The Null Device

Ireland votes Yes

The other big news this weekend, of course, Ireland voting in favour of legalising same-sex marriage. The margin (62%) was decisive enough, even without taking into account the fact that only one of Ireland's 43 parliamentary constituencies reported a majority against. The case is pretty much settled; even senior Catholic clergy have conceded that history was on the side of the change.
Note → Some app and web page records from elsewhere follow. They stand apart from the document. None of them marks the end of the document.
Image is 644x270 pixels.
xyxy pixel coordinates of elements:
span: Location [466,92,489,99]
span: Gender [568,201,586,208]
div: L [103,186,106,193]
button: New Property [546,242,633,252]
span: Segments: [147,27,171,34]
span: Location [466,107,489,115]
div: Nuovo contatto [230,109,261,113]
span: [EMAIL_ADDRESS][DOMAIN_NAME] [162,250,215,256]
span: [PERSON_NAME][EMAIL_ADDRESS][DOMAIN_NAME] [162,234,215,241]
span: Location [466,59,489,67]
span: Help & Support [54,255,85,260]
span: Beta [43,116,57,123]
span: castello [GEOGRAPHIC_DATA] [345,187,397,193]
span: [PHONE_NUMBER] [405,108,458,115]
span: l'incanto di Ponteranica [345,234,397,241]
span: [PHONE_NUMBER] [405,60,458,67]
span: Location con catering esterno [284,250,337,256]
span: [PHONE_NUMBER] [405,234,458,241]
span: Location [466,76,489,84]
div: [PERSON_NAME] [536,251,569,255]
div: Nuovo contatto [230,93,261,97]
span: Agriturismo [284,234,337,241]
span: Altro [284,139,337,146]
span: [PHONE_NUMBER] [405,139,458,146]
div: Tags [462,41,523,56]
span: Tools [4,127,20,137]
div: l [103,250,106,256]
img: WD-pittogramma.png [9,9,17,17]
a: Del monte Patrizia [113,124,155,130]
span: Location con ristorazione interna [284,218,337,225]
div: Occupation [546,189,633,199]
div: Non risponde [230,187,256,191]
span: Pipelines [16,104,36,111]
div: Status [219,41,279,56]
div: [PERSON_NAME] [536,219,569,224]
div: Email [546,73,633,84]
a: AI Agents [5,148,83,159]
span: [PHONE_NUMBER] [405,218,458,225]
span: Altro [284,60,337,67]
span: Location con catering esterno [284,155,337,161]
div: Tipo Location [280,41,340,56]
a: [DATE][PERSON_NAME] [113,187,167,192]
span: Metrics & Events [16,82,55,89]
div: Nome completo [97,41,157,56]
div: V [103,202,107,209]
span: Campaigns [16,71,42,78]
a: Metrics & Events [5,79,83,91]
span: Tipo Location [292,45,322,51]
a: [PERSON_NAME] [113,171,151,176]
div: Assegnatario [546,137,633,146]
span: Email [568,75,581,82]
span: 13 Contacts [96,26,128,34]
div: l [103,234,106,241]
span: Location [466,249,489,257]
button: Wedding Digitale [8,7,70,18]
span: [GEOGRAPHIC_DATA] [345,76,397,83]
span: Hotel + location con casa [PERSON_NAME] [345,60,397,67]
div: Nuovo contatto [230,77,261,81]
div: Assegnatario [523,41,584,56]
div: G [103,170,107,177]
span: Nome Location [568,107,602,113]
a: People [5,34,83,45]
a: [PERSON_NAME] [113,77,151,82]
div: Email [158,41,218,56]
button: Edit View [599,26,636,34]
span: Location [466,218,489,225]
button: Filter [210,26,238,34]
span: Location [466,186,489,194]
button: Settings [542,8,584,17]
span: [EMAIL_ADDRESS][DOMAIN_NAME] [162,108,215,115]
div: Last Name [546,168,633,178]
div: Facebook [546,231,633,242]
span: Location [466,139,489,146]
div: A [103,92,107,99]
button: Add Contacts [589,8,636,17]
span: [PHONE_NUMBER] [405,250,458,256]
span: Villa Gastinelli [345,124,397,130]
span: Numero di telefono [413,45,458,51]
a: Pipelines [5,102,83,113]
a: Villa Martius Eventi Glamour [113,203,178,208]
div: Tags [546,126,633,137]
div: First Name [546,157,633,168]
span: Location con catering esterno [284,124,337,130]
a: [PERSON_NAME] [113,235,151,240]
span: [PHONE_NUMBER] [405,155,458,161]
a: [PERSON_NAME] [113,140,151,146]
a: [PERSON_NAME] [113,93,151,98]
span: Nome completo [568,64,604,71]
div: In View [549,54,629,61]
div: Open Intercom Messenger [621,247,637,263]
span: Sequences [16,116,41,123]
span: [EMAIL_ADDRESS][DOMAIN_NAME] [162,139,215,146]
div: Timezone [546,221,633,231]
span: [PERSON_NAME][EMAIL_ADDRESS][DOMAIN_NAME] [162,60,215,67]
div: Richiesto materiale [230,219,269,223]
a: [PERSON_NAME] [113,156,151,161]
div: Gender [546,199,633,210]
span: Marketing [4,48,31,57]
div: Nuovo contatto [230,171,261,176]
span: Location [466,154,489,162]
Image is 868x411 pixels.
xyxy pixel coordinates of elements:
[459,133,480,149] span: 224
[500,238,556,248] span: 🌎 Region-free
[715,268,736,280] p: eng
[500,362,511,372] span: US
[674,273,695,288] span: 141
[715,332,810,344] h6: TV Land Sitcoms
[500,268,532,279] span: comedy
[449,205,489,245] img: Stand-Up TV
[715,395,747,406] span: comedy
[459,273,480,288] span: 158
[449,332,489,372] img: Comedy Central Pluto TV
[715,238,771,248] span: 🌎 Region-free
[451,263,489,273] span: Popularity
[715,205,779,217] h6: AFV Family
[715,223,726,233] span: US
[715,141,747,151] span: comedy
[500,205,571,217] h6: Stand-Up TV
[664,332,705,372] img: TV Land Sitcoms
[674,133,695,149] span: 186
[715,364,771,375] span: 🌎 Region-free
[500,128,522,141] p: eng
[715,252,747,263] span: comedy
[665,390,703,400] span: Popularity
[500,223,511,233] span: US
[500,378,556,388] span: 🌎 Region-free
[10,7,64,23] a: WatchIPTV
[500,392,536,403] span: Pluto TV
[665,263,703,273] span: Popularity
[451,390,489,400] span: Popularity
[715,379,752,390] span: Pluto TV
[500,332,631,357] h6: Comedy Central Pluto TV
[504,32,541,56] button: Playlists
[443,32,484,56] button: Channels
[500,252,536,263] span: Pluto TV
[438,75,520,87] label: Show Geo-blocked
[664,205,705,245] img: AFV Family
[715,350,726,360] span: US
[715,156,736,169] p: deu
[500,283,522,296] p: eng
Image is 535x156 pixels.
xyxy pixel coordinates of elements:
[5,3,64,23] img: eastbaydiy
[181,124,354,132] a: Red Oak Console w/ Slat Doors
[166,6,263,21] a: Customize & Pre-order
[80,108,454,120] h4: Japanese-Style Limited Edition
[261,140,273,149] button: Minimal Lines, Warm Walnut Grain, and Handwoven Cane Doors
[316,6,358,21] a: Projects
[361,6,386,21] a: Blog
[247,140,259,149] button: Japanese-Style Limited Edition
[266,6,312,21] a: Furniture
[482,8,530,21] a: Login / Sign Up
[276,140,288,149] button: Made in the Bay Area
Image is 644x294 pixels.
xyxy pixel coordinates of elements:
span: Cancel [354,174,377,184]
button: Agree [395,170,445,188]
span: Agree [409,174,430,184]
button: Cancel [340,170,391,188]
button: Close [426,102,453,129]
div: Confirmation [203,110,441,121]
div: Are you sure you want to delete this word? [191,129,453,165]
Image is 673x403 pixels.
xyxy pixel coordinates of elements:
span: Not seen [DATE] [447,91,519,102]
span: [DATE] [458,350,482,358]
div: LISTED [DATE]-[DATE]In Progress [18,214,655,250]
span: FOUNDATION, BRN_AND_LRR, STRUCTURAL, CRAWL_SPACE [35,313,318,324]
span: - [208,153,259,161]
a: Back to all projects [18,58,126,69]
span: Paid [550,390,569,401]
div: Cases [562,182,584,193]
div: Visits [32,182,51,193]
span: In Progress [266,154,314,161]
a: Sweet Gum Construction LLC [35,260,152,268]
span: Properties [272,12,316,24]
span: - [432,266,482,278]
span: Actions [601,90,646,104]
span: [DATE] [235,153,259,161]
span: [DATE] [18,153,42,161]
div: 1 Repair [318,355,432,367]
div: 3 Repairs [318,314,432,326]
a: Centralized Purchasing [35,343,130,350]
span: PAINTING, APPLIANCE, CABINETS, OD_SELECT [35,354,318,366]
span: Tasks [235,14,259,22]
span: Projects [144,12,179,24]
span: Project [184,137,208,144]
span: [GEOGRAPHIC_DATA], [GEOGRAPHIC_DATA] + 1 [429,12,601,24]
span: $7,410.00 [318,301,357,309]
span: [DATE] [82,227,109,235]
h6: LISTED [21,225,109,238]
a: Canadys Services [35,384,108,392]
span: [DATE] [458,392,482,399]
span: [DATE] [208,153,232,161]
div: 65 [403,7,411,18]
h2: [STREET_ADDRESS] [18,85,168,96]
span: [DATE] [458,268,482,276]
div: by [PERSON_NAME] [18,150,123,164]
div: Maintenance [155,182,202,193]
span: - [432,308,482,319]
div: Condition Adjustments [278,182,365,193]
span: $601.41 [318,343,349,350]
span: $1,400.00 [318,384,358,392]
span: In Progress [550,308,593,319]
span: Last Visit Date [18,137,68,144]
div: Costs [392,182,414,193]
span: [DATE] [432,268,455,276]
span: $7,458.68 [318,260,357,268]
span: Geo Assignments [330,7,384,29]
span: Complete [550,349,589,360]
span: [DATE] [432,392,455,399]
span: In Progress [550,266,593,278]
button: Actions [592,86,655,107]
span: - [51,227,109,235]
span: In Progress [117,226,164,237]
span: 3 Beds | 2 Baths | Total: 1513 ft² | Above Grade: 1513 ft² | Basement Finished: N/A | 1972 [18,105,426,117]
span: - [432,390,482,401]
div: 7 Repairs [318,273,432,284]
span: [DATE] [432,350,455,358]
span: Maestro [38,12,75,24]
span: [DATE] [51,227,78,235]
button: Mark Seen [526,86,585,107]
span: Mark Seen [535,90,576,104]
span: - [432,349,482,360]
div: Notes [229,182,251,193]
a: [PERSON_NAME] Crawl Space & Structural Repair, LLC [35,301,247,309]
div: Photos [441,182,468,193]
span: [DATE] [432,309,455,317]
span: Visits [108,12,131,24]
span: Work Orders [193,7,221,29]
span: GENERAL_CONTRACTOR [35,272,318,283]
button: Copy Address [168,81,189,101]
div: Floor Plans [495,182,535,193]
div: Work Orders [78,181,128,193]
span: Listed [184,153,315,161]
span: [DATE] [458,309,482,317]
This result shows how much has changed in Ireland over the past few decades, and in particular, how much the influence of the Catholic Church, which once controlled all aspects of life in the republic, has waned. It has only been 22 years since homosexuality itself stopped being a crime in Ireland, and a decade or so longer since divorce became legal. Of course, the Church Holy Roman and Apostolic's influence still weighs heavily in one conspicuous area: abortion remains strictly illegal in Ireland, with several referenda in the past decades failing to reverse this. It is, to say the least, not at all clear that this would be repeated in any future referendum. (On the other hand, the experience in the US has shown that it is possible for a liberalisation in gay rights to occur alongside a rolling back of womens' reproductive rights, so legalised abortion in Ireland is by no means inevitable.)

The decision's impact will spread beyond the Irish Republic; calls for reform in Northern Ireland, the only part of the United Kingdom where same-sex marriage is illegal, are likely to be strengthened (though still face an uphill battle, with the conservative Democratic Unionist Party coming increasingly under evangelical Protestant influence. Considerably further afield, Australia is another place where this may have an impact. Australians famously like their politicians to be more conservative and moralistic than they themselves are, which has been reflected, as recently as a few years ago, in both major parties being against same-sex marriage. The vein of religious conservatism that animates this opposition, meanwhile, stems largely from Irish Catholic conservatism (the Prime Minister, Tony Abbott, is an conservative Catholic whose political views stem largely from the ultra-conservative, Democratic Labor Party, which emerged when the Catholic elements in the ALP left, citing creeping Communist influence in the party); while it is possible that Australia will remain as a sort of Galapagos of the Irish Catholic Right circa 1950, preserving this otherwise extinct culture in the way that a 19th-century dialect of English remains alive on the South Atlantic island of Tristan da Cunha, the fall of the Old Sod to secular modernity could have an effect.